Photo - Dryer
Filter
Underflow from the thickener was pumped to an Eimco " Agidisc", 8 ft., 10 in. in diameter with eight discs, located on the flotation pump floor. The filter was designed to produce a cake of not more than 11% moisture content.
Dryer
After removal from the filter discs, the cake falls through a discharge chute to a short horizontal conveyor which fed into the dryer.
Concentrate dryer.This unit was a rotary dryer and with the heating unit and all auxiliaries were purchased as a package from Koppers Inc., Hardinge Company Division. Dryer unit specifications call for the unit to handle a maximum of 600 t.p.d. of filter cake with 13% moisture and deliver a dried product not exceeding 5% moisture.
The dryer itself was a Ruggles-Coles XH-12 unit, 80 in. in diameter and 40 ft. long. Speed of dryer rotation is 5.3 r.p.m. with the axis inclined at about 2.5 degrees. Four shell knockers were provided. Feed was delivered from the filter via a rubber chute to a screw feeder which, as it injected the filtered material into the dryer, also functioned at the same time as an air lock.

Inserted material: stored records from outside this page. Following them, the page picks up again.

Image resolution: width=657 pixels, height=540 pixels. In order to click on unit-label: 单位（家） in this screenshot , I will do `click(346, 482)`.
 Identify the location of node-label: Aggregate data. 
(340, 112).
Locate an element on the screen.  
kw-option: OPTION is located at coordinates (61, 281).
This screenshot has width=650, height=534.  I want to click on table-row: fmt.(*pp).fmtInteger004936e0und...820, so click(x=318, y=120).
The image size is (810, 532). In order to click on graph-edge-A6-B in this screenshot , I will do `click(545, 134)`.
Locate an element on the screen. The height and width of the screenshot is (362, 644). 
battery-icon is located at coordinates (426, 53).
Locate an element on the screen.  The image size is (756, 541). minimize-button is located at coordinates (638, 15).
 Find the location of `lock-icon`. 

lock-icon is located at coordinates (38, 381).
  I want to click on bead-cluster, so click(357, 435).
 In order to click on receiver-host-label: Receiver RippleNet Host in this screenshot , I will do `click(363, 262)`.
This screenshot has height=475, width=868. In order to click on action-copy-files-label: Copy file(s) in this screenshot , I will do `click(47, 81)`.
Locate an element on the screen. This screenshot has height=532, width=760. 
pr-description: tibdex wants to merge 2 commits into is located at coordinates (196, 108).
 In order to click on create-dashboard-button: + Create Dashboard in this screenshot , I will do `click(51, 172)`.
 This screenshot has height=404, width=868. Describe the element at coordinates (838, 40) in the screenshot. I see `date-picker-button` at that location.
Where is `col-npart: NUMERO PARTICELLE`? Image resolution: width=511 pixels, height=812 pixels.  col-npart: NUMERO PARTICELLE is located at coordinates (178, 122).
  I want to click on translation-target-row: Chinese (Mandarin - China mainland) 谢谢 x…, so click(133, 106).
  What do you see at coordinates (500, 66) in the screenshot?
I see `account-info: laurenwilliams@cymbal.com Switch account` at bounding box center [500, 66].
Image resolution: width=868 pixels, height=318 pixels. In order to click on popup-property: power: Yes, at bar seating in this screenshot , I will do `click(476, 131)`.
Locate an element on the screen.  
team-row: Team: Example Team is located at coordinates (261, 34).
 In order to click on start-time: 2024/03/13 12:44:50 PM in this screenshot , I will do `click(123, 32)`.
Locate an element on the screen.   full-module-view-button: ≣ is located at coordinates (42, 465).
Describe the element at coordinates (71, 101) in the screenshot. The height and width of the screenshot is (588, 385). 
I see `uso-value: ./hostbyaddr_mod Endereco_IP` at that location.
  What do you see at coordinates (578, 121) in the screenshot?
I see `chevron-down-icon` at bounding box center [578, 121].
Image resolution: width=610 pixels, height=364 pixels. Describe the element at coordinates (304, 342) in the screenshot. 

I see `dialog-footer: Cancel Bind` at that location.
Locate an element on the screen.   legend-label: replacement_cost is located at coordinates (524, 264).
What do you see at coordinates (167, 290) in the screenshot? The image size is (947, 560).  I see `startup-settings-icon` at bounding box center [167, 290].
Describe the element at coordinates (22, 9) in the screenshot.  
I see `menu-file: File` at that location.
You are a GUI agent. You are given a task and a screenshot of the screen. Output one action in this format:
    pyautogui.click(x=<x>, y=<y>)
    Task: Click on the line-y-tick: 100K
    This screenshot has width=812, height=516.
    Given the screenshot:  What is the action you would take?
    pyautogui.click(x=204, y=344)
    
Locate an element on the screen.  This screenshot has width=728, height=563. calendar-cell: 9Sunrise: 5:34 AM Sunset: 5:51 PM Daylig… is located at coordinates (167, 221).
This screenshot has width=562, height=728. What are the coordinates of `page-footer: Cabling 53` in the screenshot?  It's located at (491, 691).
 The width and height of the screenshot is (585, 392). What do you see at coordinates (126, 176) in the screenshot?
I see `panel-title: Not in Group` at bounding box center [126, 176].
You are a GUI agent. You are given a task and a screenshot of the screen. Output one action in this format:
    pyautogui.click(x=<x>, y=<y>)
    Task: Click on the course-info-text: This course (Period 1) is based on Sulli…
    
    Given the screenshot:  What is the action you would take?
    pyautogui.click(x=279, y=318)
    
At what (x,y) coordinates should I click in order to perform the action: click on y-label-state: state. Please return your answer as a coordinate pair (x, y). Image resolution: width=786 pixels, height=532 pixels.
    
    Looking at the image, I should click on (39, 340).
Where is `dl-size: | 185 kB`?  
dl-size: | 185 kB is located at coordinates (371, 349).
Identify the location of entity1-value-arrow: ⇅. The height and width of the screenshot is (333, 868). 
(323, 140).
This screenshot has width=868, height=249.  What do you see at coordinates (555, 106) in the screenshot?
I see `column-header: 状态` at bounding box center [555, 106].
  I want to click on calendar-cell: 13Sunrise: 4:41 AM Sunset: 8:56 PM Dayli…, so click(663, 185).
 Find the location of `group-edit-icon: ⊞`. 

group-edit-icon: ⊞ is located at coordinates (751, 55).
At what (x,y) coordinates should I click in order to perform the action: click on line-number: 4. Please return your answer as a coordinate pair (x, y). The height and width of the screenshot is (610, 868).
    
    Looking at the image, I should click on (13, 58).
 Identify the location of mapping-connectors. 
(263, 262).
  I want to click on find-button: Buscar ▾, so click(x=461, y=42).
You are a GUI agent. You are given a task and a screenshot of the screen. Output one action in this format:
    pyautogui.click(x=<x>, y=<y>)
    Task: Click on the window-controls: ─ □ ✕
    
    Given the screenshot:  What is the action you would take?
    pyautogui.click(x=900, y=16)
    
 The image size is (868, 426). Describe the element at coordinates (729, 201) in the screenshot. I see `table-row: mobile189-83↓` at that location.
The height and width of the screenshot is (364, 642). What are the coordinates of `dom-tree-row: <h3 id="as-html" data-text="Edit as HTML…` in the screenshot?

The heater was a Peabody horizontal direct-fired unit, 5 ft. dia. and 14 ft. long. Fuel used was No.6 fuel oil fired by a mechanical-atomizing forced-draft-register burner complete with electric ignitor.
Principle of the drying operation was as follows: The heater had two independent air intakes from separate fans; one supplied combustion air through the burner register to sup- port oil combustion in the inner chamber; the other supplied quench air through the annulus to mix with the hot combustion gases in the furnace-exit throat. Quench-air volume is modulated by automatic-damper control to maintain the desired exit-gas temperature which in this application is the inlet-gas temperature for the dryer.
The heater was rated at 10 B. T .U .per hr. net output with exit gas at 1800°F and burns 595 Ib. per hr. of No.6 fuel oil.
The gas stream which exited from the dryer at about 190 degrees was passed successively through a 9-ft.-diam. low- velocity dry cyclone and then through a wet-cyclone scrubber before being exhausted to the atmosphere.